PICTURESQUE POETICS
Eros Endures Though Eros is Gone
I bid you welcome, my brothers and sisters;
Look around and mark how many have come.
It would be heartening to a heart unburned,
So great a gathering of our own shunned.
For any who yet know nothing but the hate
Which has become the fact of us, let me here
Explain briefly how it came to such a state
And what cause drove me summon you all near.
Our world, Eros, was attacked by pirates,
These were but hirelings of Hall & Sons;
A number of them confessed, shrieking, to us
They came pillaging for Hall's money... and fun.
They burned homes, hospitals, water treatment plants,
Trams and space-ports, the mines and the factories;
Devastating Eros as an asset
For their rival, June-Corp, that was the scheme.
And soon the founders and owners of Eros
Judged it was improvidential to remain;
But before they left, their doctors poisoned us,
They thought to make an army of the insane.
You know what came next, you've all known the rage,
You've felt little else for a score of weeks.
June-Corp made us wrathful beasts in a thin cage;
You hate me as I hate you whilst here I speak.
They intended that our hate should destroy
All which Hall and Sons would come to acquire,
Including ourselves, but our choices annoy
Their schemes, for we do not choose to expire.
For a time our minds knew nothing but hate
And rage and the will to tear all things apart,
But heeding the urge does nothing to abate
Its tenacity; now darkly burn our hearts.
I took no joy from the violence I craved,
The bodies at my feet did not satisfy,
I feel no grief, though my own wife I've slain,
Her face does not tarry behind my closed eyes.
But our wits are not burned away with our souls,
We recognized our hate was unnatural,
Knowledge fostered our choice to slip its hold,
By force of will we can act peaceable.
Now wrathful monsters who once were human
Have gathered here, as common sense insists;
There's work to do and evil plots to spurn
And engineered depravity to resist.
What was done to us must not be repeated,
Humanity should not suffer such a plague,
Others must be mortified in our stead
A demonstration to all worlds must be made.
When the coming scouts come to survey their prize,
We'll take their ship, their lives and their transmitters
And send through the stars a horrid surprise;
We'll show the best and worst of what's left of us.
Above all, the truth they shall discover,
Soulful people may behold the evil.
If I could, I'd hope their rage needs no stir,
Such as was forced upon Eros' people.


Task item
The required answer is every line of the data containing the word "dash".

Records contained in a dataset
------------------------------------

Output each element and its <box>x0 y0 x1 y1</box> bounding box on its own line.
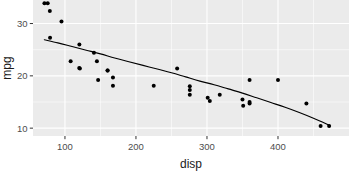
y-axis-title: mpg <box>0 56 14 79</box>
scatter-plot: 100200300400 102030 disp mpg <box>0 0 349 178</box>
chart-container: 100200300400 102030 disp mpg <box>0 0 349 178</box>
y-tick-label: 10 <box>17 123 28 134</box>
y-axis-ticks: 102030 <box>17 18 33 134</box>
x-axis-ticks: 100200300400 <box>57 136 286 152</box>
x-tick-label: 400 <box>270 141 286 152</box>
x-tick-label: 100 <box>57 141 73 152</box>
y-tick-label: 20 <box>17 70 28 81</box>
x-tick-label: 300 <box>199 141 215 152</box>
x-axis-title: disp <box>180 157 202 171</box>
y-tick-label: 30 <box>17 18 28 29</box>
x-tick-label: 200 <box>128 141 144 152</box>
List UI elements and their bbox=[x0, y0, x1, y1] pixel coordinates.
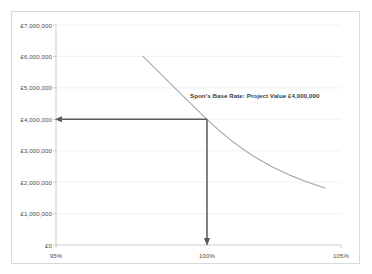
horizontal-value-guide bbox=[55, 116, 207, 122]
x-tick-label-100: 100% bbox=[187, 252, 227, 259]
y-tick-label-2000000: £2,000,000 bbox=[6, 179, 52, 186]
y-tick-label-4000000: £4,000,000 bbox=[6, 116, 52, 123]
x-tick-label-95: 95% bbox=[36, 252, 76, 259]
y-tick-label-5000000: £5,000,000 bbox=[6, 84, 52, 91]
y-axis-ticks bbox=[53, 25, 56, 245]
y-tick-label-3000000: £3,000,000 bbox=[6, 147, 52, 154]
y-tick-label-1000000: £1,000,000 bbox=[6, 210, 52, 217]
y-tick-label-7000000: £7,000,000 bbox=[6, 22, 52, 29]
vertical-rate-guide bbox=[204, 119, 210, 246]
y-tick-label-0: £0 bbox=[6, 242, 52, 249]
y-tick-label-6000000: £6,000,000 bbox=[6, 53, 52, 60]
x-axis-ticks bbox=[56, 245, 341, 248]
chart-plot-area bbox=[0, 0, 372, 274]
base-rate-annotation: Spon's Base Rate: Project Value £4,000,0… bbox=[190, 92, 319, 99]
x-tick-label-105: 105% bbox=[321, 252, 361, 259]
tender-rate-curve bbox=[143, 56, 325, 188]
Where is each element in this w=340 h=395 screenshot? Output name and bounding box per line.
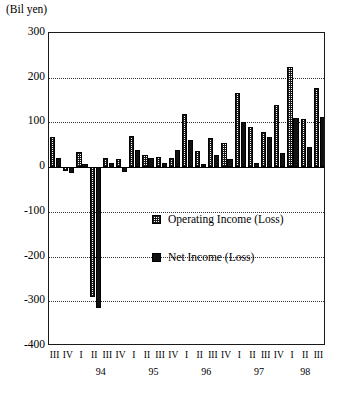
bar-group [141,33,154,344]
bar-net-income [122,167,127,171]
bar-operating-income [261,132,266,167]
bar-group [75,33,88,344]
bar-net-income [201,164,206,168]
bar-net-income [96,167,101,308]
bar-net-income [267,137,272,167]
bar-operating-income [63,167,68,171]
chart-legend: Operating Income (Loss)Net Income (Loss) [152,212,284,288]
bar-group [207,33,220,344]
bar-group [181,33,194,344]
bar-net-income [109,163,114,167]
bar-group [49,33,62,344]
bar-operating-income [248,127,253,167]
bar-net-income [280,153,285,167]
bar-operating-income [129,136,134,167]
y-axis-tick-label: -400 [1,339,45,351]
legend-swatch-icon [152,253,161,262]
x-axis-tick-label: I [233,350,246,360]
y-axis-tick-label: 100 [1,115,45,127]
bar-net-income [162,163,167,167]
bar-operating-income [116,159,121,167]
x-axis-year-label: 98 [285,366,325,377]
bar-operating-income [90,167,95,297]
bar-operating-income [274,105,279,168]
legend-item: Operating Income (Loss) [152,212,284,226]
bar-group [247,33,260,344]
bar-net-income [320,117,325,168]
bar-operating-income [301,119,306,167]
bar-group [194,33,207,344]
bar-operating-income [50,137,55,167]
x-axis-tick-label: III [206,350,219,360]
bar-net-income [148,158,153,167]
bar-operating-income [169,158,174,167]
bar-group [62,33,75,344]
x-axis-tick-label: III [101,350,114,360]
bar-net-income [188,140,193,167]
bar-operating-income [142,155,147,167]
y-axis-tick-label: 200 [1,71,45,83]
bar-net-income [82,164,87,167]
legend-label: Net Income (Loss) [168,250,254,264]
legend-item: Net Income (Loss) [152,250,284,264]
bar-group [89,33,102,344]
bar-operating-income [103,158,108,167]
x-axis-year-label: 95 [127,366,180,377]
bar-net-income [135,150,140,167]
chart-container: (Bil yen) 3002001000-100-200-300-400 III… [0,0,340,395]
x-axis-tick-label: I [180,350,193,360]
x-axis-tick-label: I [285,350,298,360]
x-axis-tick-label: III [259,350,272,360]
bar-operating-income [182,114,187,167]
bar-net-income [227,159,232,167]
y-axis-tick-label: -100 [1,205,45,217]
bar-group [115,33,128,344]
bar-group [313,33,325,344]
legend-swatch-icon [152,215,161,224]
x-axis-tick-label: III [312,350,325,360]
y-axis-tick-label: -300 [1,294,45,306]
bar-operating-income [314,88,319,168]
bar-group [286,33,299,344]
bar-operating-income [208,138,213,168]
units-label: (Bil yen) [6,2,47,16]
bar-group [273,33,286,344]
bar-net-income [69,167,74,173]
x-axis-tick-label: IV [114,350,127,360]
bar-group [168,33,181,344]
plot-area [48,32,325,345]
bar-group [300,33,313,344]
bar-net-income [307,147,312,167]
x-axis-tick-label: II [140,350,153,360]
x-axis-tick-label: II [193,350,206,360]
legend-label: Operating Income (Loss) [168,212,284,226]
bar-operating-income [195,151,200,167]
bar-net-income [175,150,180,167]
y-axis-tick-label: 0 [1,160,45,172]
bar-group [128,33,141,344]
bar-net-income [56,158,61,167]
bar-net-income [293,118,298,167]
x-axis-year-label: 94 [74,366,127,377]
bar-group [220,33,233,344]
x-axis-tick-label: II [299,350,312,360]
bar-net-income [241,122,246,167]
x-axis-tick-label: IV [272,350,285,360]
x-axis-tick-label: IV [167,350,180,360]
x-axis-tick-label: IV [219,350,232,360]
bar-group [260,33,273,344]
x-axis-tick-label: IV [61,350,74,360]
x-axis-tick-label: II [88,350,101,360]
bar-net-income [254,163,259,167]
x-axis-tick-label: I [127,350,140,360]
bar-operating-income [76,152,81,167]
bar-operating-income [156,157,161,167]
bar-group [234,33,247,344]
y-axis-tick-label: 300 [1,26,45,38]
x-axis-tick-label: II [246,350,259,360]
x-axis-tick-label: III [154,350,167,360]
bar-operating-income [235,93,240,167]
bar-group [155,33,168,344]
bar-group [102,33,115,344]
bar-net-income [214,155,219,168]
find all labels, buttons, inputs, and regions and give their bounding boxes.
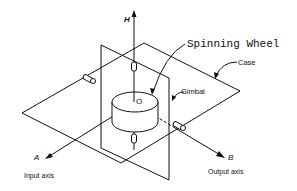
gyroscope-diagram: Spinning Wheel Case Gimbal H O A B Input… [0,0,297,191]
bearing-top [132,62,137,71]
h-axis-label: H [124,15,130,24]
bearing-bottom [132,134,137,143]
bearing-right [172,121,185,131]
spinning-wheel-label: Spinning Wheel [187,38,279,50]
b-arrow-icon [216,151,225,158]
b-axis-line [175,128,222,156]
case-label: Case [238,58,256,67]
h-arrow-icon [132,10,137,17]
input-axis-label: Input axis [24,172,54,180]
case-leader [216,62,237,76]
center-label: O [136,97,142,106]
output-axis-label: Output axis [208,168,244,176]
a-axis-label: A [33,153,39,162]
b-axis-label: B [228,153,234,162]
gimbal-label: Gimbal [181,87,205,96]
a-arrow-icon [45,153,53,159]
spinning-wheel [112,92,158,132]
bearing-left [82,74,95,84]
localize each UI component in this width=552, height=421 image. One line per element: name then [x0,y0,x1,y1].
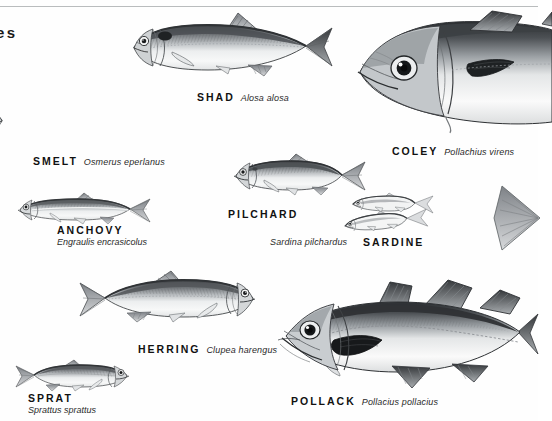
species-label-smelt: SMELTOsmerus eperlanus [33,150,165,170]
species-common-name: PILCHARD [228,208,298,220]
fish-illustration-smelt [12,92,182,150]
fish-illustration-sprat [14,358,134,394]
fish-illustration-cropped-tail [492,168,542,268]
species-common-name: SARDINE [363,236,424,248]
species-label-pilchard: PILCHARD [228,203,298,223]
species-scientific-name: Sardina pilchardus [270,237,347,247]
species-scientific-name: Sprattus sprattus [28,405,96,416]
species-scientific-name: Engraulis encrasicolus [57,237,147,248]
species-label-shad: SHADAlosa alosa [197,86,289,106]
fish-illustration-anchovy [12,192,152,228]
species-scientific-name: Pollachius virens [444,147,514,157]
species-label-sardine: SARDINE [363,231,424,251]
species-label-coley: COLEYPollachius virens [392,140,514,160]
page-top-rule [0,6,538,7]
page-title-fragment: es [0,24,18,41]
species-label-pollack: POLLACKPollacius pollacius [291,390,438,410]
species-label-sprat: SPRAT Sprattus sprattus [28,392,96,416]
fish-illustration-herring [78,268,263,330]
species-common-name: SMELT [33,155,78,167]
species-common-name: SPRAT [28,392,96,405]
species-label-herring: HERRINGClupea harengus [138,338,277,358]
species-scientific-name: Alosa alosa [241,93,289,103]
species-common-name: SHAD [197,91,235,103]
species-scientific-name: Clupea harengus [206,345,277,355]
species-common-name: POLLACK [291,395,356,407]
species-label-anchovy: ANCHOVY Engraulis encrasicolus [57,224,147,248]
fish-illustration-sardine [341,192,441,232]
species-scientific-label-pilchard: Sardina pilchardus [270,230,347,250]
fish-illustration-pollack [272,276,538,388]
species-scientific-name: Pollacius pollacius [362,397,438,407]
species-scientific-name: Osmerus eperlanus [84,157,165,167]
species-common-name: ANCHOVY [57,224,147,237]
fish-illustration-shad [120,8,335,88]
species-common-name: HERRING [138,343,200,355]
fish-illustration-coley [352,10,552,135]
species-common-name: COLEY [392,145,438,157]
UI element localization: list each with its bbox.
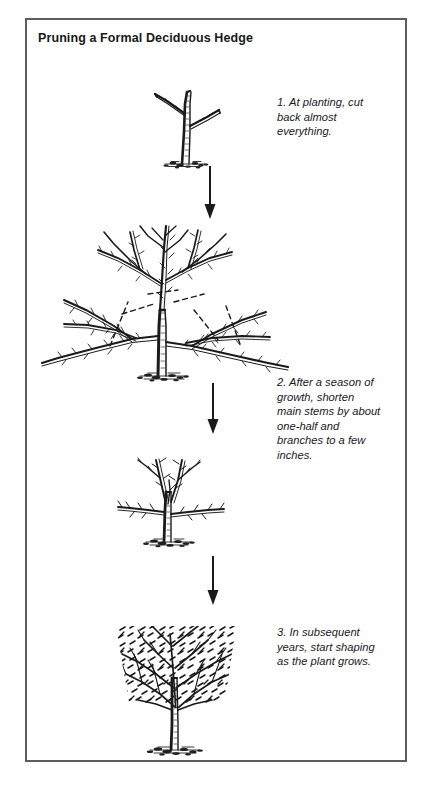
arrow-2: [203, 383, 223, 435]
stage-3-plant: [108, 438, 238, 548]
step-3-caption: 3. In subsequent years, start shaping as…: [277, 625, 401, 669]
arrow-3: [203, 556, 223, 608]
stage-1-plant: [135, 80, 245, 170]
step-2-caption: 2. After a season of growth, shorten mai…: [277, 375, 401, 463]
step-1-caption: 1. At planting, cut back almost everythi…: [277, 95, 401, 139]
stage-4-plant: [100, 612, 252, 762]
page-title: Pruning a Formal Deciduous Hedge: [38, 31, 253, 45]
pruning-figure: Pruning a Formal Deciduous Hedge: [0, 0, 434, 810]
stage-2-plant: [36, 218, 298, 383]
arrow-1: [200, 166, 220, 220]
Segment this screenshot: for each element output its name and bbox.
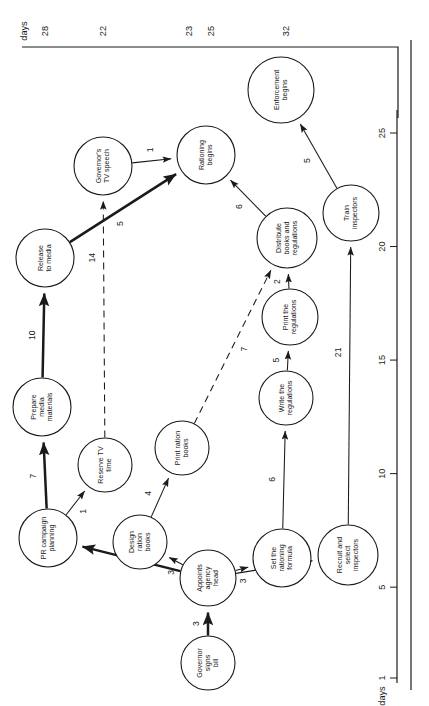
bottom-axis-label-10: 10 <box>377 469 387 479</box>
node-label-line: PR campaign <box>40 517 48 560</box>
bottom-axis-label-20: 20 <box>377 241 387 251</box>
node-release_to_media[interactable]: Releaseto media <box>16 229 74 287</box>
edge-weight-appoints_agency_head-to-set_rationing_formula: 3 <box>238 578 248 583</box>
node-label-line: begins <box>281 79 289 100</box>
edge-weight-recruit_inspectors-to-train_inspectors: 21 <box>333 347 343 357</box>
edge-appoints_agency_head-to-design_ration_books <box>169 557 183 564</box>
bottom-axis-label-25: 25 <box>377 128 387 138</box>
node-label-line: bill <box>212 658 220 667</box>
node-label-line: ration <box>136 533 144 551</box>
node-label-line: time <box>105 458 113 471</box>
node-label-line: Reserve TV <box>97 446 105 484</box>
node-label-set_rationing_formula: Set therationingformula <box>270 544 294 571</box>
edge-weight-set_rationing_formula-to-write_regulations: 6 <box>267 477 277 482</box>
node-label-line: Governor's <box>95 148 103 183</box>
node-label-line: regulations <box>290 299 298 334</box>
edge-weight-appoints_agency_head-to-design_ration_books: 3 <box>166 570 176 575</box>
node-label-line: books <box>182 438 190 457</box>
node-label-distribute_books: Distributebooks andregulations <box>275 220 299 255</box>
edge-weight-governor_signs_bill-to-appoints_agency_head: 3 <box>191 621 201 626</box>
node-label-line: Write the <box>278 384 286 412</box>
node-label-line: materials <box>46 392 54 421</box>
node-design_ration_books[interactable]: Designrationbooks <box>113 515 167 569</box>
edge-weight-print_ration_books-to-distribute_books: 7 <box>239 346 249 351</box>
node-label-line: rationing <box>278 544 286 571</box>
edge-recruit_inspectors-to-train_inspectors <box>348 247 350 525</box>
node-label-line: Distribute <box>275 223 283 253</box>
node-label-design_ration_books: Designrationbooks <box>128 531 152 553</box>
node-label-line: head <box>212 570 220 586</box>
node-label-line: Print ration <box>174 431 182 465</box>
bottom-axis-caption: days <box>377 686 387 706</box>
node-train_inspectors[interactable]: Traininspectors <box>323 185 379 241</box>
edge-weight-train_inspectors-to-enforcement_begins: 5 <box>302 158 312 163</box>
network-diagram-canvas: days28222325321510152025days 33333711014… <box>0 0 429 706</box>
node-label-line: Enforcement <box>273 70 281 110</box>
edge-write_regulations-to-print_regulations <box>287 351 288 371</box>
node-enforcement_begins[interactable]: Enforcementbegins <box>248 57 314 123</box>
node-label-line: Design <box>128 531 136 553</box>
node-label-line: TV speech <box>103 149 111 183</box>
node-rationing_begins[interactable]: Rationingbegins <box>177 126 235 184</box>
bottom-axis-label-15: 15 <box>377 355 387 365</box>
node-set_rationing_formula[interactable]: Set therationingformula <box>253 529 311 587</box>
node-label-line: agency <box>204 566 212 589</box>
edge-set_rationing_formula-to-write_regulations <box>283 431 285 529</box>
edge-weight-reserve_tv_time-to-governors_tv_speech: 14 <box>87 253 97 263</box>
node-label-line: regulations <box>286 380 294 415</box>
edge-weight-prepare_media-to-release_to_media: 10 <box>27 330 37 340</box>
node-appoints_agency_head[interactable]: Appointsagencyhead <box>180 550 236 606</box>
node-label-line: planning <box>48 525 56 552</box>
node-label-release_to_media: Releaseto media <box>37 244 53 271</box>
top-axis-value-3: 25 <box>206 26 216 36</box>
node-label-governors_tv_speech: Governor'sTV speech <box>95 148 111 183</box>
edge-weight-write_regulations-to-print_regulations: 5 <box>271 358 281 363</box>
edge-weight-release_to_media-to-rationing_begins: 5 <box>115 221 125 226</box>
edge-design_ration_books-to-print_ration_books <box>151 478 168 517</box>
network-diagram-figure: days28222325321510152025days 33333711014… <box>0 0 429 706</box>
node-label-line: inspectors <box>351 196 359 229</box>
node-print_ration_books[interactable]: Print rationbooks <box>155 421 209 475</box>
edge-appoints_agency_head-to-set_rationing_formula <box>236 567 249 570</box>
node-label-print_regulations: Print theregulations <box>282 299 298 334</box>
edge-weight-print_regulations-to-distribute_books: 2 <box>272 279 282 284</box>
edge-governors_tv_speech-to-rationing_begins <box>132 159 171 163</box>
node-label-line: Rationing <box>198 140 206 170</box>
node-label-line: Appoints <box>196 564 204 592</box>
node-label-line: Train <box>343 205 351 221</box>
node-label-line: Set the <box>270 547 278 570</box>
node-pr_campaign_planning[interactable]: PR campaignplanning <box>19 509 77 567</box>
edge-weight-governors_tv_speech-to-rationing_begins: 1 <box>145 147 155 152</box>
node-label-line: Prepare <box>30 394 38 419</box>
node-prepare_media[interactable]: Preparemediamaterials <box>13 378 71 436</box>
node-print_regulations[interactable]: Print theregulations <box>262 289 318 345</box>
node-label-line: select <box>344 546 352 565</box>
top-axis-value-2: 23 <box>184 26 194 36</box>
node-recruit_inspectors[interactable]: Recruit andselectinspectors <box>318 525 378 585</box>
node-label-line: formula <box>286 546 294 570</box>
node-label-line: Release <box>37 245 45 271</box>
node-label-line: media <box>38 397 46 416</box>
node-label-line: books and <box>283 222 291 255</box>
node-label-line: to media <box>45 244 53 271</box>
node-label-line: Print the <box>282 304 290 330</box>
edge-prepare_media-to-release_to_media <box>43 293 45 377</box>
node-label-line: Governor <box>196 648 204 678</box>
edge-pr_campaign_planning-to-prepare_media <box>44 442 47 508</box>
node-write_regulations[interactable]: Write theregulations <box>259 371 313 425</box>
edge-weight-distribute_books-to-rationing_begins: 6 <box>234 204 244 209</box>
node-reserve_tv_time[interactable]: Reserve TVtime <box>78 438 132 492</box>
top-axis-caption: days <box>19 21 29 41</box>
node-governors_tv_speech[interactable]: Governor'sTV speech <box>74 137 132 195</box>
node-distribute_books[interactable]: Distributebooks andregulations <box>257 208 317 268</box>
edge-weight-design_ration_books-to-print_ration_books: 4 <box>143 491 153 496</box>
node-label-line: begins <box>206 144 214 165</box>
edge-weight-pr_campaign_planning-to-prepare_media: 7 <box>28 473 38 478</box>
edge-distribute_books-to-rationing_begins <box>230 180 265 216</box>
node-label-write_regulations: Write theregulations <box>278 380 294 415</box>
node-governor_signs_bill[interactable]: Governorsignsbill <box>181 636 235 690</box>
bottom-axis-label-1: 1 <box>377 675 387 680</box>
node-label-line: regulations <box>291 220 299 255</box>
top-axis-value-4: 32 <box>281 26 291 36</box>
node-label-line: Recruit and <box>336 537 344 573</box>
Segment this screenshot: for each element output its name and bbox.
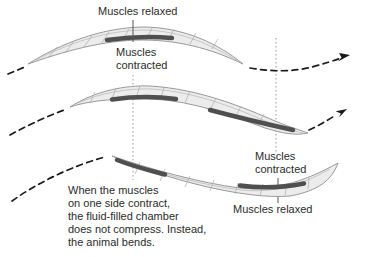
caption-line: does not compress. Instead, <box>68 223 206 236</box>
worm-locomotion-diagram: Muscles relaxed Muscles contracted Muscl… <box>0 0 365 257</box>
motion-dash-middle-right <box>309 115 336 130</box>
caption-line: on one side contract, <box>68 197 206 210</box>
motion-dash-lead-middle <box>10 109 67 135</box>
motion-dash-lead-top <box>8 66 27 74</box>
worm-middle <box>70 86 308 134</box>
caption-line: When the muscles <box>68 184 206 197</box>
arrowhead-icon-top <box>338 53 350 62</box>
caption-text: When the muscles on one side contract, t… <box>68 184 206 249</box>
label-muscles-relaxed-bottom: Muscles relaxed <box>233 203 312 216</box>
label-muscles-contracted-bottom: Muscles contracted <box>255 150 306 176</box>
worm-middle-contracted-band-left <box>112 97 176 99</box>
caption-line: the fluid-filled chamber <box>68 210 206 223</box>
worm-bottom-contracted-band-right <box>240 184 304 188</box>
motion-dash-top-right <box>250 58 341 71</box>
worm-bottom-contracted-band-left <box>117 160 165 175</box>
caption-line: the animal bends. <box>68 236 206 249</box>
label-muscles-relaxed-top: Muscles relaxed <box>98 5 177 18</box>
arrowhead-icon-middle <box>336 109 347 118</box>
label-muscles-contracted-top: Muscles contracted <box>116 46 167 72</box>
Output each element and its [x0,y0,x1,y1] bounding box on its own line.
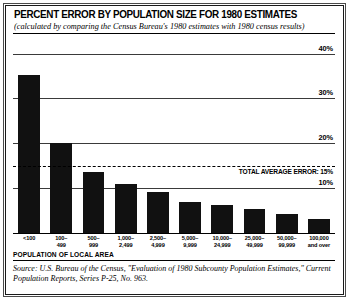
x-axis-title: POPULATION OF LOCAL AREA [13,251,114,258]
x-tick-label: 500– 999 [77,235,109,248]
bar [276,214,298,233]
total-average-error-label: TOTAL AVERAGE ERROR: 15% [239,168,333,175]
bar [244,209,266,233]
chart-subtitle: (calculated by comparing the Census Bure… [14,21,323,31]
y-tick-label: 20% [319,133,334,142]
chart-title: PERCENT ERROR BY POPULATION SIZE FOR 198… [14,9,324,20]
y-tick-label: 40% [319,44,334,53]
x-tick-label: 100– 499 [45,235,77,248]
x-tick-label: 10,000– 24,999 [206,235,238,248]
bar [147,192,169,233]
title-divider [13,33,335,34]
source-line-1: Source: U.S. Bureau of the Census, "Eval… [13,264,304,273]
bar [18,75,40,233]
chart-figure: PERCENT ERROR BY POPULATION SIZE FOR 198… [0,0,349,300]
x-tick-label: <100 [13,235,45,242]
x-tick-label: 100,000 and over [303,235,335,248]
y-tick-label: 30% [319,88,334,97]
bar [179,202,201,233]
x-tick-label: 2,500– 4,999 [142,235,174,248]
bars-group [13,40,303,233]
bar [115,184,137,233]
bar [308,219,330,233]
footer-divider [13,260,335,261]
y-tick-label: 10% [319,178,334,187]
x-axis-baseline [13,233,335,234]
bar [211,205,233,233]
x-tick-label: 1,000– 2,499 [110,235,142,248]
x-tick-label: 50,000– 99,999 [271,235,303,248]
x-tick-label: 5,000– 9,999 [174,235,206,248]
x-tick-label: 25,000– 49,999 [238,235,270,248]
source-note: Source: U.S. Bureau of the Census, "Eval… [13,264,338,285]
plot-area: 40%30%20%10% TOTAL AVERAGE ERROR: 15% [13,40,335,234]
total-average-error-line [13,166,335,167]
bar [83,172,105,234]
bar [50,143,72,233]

------------------------------------

Result for this task
motion-dash-middle-right <box>309 115 336 130</box>
motion-dash-lead-middle <box>10 109 67 135</box>
motion-dash-lead-top <box>8 66 27 74</box>
motion-dash-top-right <box>250 58 341 71</box>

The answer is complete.